Many look for a job idea before knowing themselves. It is often the reverse order that moves things forward.

3 min

Considering a career change often starts with an anxious question: “to do what?”. You look for a job idea, comb through lists, and nothing settles. That is normal, because the question comes too soon. Finding a new path without having understood yourself first is like looking for a destination without knowing where you are starting from.

This article explains why a career change gains from starting with self-knowledge, and how a personality test contributes to it.

Start with Yourself, Not the Job

The temptation, in a career change, is to jump straight to job ideas. It is the least effective order. An option that looks appealing on paper may not suit you at all in reality, because it does not match how you work or what truly motivates you.

Starting with yourself reverses the process. Before asking which job, you ask how you work and what draws you in. Once those two things are clear, job options no longer come from a random list: they follow from who you are. The thinking becomes more accurate, and often quicker.
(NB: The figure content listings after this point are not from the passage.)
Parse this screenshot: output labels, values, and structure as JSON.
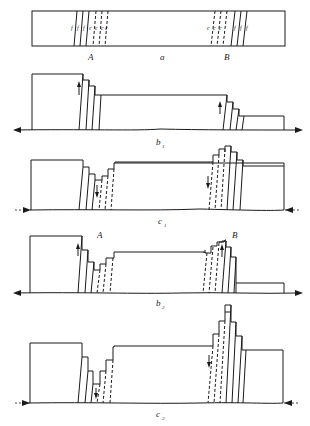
{
  "figure": {
    "panels": [
      {
        "id": "a",
        "label": "a",
        "sub": ""
      },
      {
        "id": "b1",
        "label": "b",
        "sub": "1"
      },
      {
        "id": "c1",
        "label": "c",
        "sub": "1"
      },
      {
        "id": "b2",
        "label": "b",
        "sub": "2"
      },
      {
        "id": "c2",
        "label": "c",
        "sub": "2"
      }
    ],
    "zone_labels": {
      "A": "A",
      "B": "B"
    },
    "fault_labels": {
      "f": "f",
      "c": "c"
    },
    "axis_direction": {
      "b1": "extension (arrows outward)",
      "c1": "compression (arrows inward)",
      "b2": "extension (arrows outward)",
      "c2": "compression (arrows inward)"
    },
    "line_color": "#1a1a1a",
    "background": "#ffffff"
  },
  "labels": {
    "panel_a": "a",
    "panel_b1_main": "b",
    "panel_b1_sub": "1",
    "panel_c1_main": "c",
    "panel_c1_sub": "1",
    "panel_b2_main": "b",
    "panel_b2_sub": "2",
    "panel_c2_main": "c",
    "panel_c2_sub": "2",
    "zone_A_top": "A",
    "zone_B_top": "B",
    "zone_A_b2": "A",
    "zone_B_b2": "B",
    "f": "f",
    "c": "c"
  }
}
What a Personality Test Sheds Light On

A personality test helps you put words to how you work: your need for structure or freedom, calm or stimulation, your relationship with others, how you react under pressure. These things matter enormously in a job, as much as the job itself. An environment that clashes with how you work will wear you down, even if the field appeals to you on paper.

The reference model for this reading is the Big Five, also called the OCEAN model, which Solivalis is built on. It places your personality on five broad dimensions, without confining you to a type.

Personality Is Not Enough: Add Your Interests

Knowing yourself for a career change takes more than personality alone. Knowing how you work does not yet say what you are drawn to. That is the role of professional interests, which point to the activities and settings where you feel in your element. A career aptitude test measures them and translates them into families of jobs.

It is the crossing of the two that makes a career change solid. Two people drawn to the same field but working in opposite ways will not thrive in it the same way. Bringing together personality and interests gives a reading neither provides alone, as our approach to knowing yourself before choosing a direction shows.

A simple order for a career change: first understand who you are and what draws you in, and only then explore the jobs consistent with that base. The reverse wastes time.

A Starting Point, Not a Ready-Made Answer

A test does not decide your career change for you. It sets a clear basis for reflection, to be checked afterward against reality: research on the jobs, conversations with people who do them, concrete trials where possible. Nor does it account for everything: your situation, your constraints, the job market count just as much and are handled outside the test.

To start in the right order, you can begin by seeing yourself clearly, personality and interests together, by taking the test for free.